I have to feel that an online booking system is substantially lower tech than an ai voice assitant chatbot, and makes it even easier to ruminate as you pick the time that works for you.
In my case, the business did have human support assistants, but didn't do reservations via the phone. I had to switch to the web app for that, which was annoying (I was driving?). I guess doing user identification over the phone and scheduling the appointment are time-consuming for the human assistant, while these are some of the few things an app can do well. I presume the logic is to preserve human assistants for actually complicated or dynamic assistance, for the sake of cost-efficiency. A voice llm can bring down the cost of these basic-but-time-consuming interactions.
> when that happens, the rational conclusion is that you're in the wrong.
No it isn't. The news media has a bias like anything else. They have traditionally been against all sorts of groups and topics that they are now in favour of.
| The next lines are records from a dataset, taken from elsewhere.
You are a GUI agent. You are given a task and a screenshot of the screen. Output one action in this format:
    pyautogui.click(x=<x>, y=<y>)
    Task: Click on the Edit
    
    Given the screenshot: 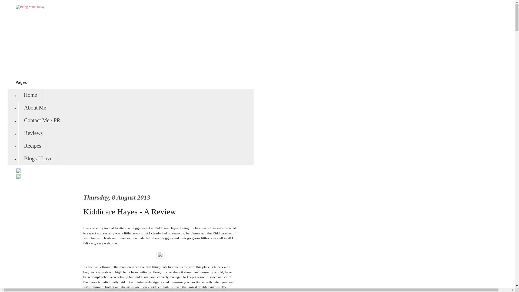 What is the action you would take?
    pyautogui.click(x=18, y=178)
    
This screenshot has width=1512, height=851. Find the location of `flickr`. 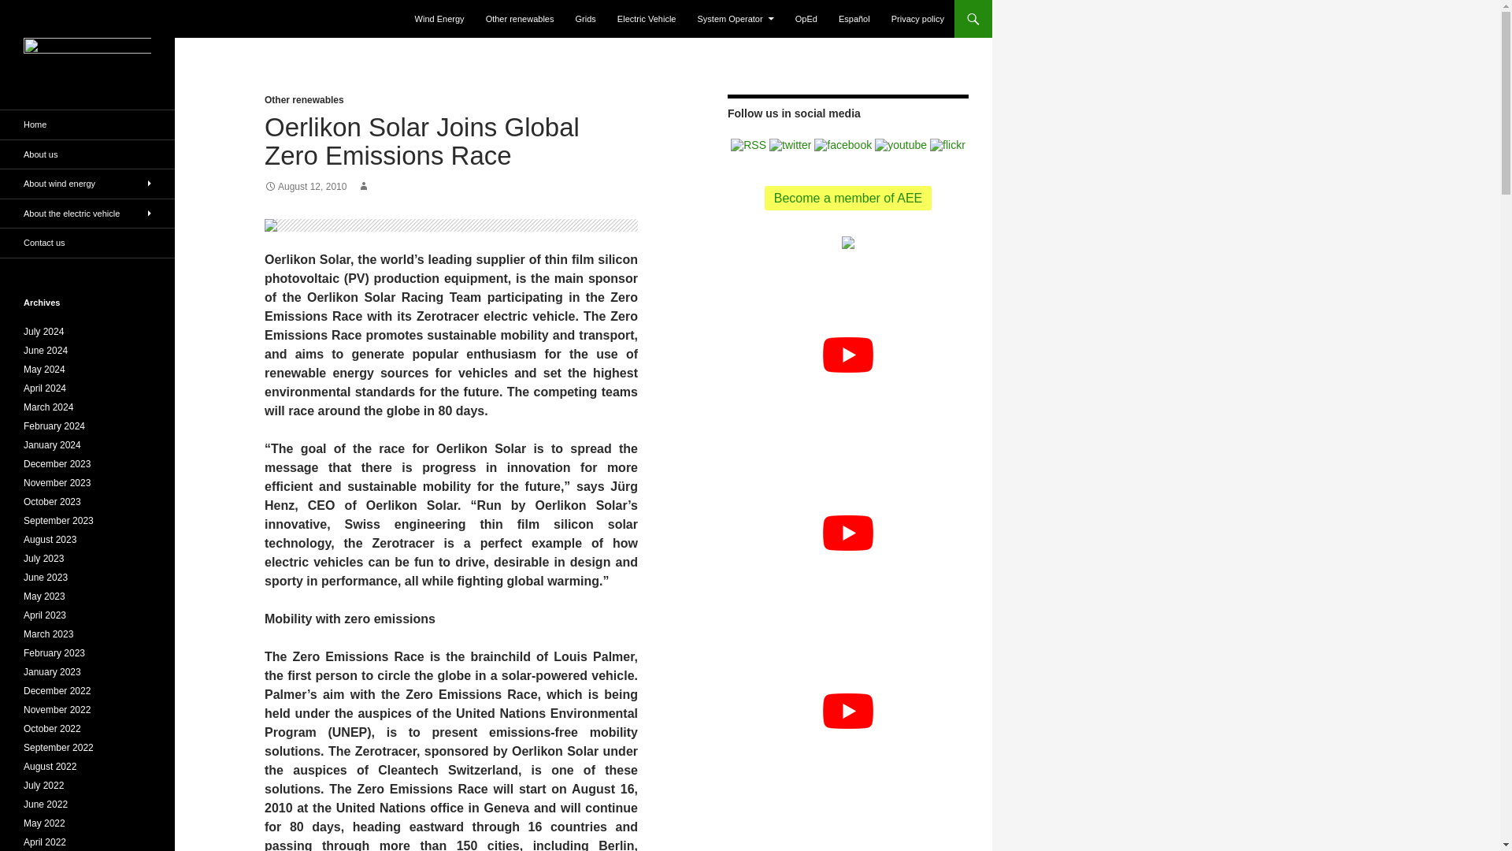

flickr is located at coordinates (948, 145).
> But in fact it virtually never happens,
If it sometimes happens, and if you can take the inside view of a particular topics, then you can determine if it is one such instance.
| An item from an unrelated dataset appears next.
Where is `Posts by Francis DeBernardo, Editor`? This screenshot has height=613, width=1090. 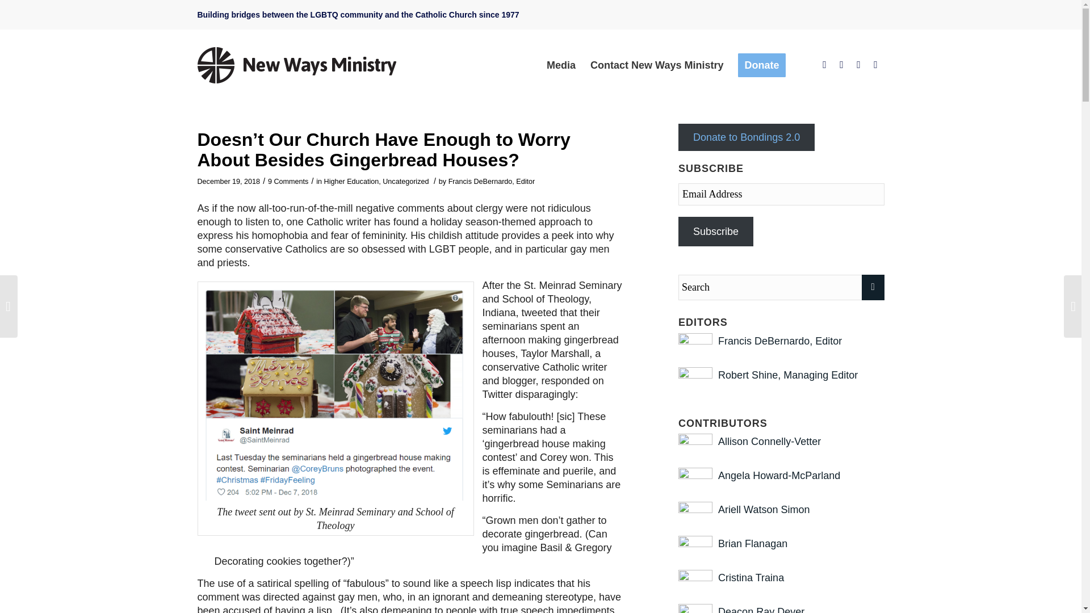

> if there's any validity at all to the claim that it's misinformation and that it is being pushed by "one side" then it necessarily follows that there's another side that is your source
Your source may not be considered valid by wikipedia, for reasons that are fundamental to wikipedia as an institution, but incidental to an individual trying to determine the truth. One particular example is where an individual can reference primary sources (including personal experience) which are not covered or referenced by "reliable" (wikipedia term of art) secondary sources.
There are tens of much more successful robot vacuum companies. You do not buy roomba because of their capability in making robot vacuums, that already drove them bankrupt. If all you wanted was the brand name, you could have bought just that. The valuable asset here is the large number of products in people's homes which can now be monetized.
Self custody of cryptocurrency, for the vast majority of people, is riskier than putting their money in the bank. Most people lack the technical competence to keep their crypto secure, and the downside of losing access is much more significant. Notice that the stories regarding banks go "I had to sue them to get it back". With cryptocurrency, in the vast majority of cases, it would instead be "the money was gone for good".
Ordinary backups don't aim to replace the full service. When you have a stock of food, you don't have enough to last you a lifetime. You have enough to weather a storm. The equivalent for tech would probably be having an offline copy of your "essential" data, but not of every photo you ever took. It would protect you from temporary internet disruption, or if a provider suspended you for a few days, but not if they banned you completely with no recourse.
I had remembered it was "convert and copy", but cc was already taken by the c compiler so they shifted it down a letter. That might have been apocryphal.
At a certain point, employing humans will become pointless. Robots will be able to do everything a person can for cheaper. This will divide people into two camps: those who own enough shares of robot companies to live off of dividends, and those who don't. The latter will be destitute, and also by far the largest camp. You will have an army of millions of smart, capable, very angry, and very hungry people. They will go into revolt, unless you give them some solution. That is why you will do UBI.
If you have an iphone on an old version of ios, you can install the latest version of some software you bought/downloaded for free compatible with that ios version.